The book of Fire

by rachel sacks

Art: “Black Hole Antithesis"

By iz schrader

Tell me the temperature of loss, darling, how god cracked open the sky but wouldn’t give us rain.

Tell me about the time earth caught her hems on a jagged nail and ran.

 

 

at first it smelled good, like camp,

a vagabond memory; for days i let

the tones nestle in my nostrils

my brain didn’t yet know it was choking

 

           we live in the knife days, when you can slice

              the trees dry; the sky, now built

                     against life

 

                            its sentries flee for nowhere,

                   no more whispers in the nettles                        

                                my god, to see a civilization                unspooling

 

                                   what doesn’t burn now will burn later;  where it doesn’t burn now…

 

                                                we inscribed ourselves into the Book of Fire,

                                                   sharpened the drying blades of the petals,    a militant pastoral

 

                                                 count sparks like teeth in the jaws of a dragon…  

                                                                                                        until     she’s ready                                                                                                                              to consume us

 

                                     at once we wake to a hot barbed reckoning, this kingdom of cruelty,

                            governed by an overzealous empress

 

what isn’t unmoored in this today, by this nerve to remake everything

 

 

I knew a guy in college whose house burned down in the colorado fires. all I can think of is dancing with him half-naked our freshman year, a bedroom dance party, feeling his young taut body against mine, imagining what it’d be like to lose your bedroom in a single night.

 

 

i don’t know what I’d choose to lose first,

     not grandpa’s books, or

  the paintings i made when i still believed in tomorrows

 

i don’t believe in god but i can taste god, ash coating my tongue

                                               jesus says jump the turnstile and we’re running on fire

                                               we to thank for this living/burning all at once

 

is it wild that we’ve domesticated all this pain?

     She is so everywhere she’s undone

                  

         how much love can you see in this light?

           what beams just as quickly dies

 

                 She’s chased us from our settled lives,

                   twisting our songs into elegies,

              til we’re ghosts    carrying suitcases~

                             to be sold back to ourselves in rusted parts

 

                                             home is a moving target  

                                                        a wayward promise  

                                                                       a numb spectacle 

                                                                                   a squalid imprint that as soon collapses

                                           

 it’s still there, right next to you, the house, a mirage,      its shadow

                                                   now stitched into the tapestry of what was

 

                           

 

         we watch Her chew on the blackened rinds of a town,

                            spit out the embers of lives

             a toast to this new gravel skyline

where we might find ourselves lodged,

                                               hungry constellations searching for a new moon

Rachel Sacks is a Brooklyn-based poet. She is a founding member of the NYC Climate Writers Collective, and had poetry featured in the 2024 Climate Imaginarium exhibition on Governors Island. She is an alum of Tent: Creative Writing, a Yiddish Book Center fellowship, and has been published in Blood Tree Literature, Navy Pen, and All the Art, the Visual Art Quarterly of St. Louis. She has performed her verses with the Bread and Roses Missouri theater troupe in St. Louis, MO.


**EXERCISE DIRECTIONS:**
Sort through the listing below and keep each line with the word "data". Copy those.
+++
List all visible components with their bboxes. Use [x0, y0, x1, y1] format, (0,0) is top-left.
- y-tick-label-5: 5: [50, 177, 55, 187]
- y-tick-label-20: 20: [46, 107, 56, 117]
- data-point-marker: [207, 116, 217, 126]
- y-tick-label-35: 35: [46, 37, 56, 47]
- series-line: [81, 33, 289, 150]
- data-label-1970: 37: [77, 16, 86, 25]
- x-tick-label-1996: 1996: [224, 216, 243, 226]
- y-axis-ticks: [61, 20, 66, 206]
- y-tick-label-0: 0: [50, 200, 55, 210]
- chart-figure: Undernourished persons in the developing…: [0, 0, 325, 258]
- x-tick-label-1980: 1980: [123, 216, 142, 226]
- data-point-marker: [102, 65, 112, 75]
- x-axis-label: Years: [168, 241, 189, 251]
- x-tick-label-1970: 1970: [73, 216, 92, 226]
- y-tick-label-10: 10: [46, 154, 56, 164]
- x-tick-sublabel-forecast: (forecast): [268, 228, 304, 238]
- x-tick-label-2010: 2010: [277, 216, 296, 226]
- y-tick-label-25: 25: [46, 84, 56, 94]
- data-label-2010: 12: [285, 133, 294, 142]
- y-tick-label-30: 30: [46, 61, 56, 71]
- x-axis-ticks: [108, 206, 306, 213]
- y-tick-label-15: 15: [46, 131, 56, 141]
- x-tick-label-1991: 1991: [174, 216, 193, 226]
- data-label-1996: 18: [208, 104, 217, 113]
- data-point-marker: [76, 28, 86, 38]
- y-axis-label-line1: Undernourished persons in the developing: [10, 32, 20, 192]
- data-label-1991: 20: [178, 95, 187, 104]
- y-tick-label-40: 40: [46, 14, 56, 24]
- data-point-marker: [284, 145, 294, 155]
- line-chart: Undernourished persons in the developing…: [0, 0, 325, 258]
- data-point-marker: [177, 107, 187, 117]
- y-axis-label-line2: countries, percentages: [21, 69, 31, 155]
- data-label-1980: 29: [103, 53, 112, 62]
+++
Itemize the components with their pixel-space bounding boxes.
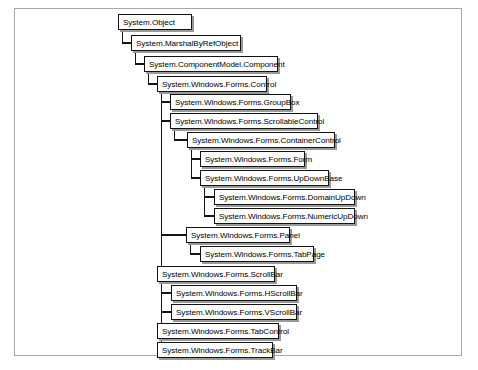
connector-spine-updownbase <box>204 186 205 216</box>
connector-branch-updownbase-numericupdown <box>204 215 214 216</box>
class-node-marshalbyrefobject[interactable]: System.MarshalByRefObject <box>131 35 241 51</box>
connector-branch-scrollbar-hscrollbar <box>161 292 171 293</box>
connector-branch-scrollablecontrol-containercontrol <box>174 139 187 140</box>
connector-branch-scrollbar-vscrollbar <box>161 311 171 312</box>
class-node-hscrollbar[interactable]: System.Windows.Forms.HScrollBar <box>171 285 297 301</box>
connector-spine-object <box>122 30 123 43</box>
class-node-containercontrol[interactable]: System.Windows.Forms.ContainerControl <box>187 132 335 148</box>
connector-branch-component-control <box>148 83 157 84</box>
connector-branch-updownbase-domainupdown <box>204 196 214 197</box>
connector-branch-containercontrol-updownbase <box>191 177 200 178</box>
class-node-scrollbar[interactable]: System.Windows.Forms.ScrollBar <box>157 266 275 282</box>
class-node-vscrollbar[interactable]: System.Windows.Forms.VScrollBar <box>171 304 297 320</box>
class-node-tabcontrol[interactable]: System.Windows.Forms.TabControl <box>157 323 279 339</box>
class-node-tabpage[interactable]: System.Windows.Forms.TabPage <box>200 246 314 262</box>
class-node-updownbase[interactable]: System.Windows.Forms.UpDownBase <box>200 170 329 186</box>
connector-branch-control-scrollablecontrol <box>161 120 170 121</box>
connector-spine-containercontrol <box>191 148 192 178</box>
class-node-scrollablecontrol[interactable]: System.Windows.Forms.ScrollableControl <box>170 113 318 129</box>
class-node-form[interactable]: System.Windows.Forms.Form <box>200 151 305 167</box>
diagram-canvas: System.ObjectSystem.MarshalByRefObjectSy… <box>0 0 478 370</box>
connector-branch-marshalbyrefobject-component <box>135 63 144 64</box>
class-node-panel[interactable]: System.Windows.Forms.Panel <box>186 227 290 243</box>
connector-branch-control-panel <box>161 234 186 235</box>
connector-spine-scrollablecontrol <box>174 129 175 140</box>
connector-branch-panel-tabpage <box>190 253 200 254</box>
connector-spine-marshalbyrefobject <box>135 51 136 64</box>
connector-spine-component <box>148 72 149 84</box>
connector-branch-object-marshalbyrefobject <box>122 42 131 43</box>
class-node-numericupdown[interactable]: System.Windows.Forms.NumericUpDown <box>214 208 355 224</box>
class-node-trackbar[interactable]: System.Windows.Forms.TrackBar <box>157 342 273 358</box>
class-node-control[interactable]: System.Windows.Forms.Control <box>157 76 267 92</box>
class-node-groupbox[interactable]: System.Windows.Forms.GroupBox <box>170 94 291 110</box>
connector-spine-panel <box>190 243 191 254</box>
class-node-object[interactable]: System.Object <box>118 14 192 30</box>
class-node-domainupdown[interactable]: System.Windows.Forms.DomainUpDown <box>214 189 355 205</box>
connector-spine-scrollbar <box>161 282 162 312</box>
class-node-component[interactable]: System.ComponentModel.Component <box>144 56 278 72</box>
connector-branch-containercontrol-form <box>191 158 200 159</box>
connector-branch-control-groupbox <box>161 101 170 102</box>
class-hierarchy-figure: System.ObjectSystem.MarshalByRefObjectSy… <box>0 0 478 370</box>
+++
**SOLUTION TO THIS TASK:**
- data-point-marker: [207, 116, 217, 126]
- data-label-1970: 37: [77, 16, 86, 25]
- data-point-marker: [102, 65, 112, 75]
- data-label-2010: 12: [285, 133, 294, 142]
- data-label-1996: 18: [208, 104, 217, 113]
- data-point-marker: [76, 28, 86, 38]
- data-label-1991: 20: [178, 95, 187, 104]
- data-point-marker: [284, 145, 294, 155]
- data-point-marker: [177, 107, 187, 117]
- data-label-1980: 29: [103, 53, 112, 62]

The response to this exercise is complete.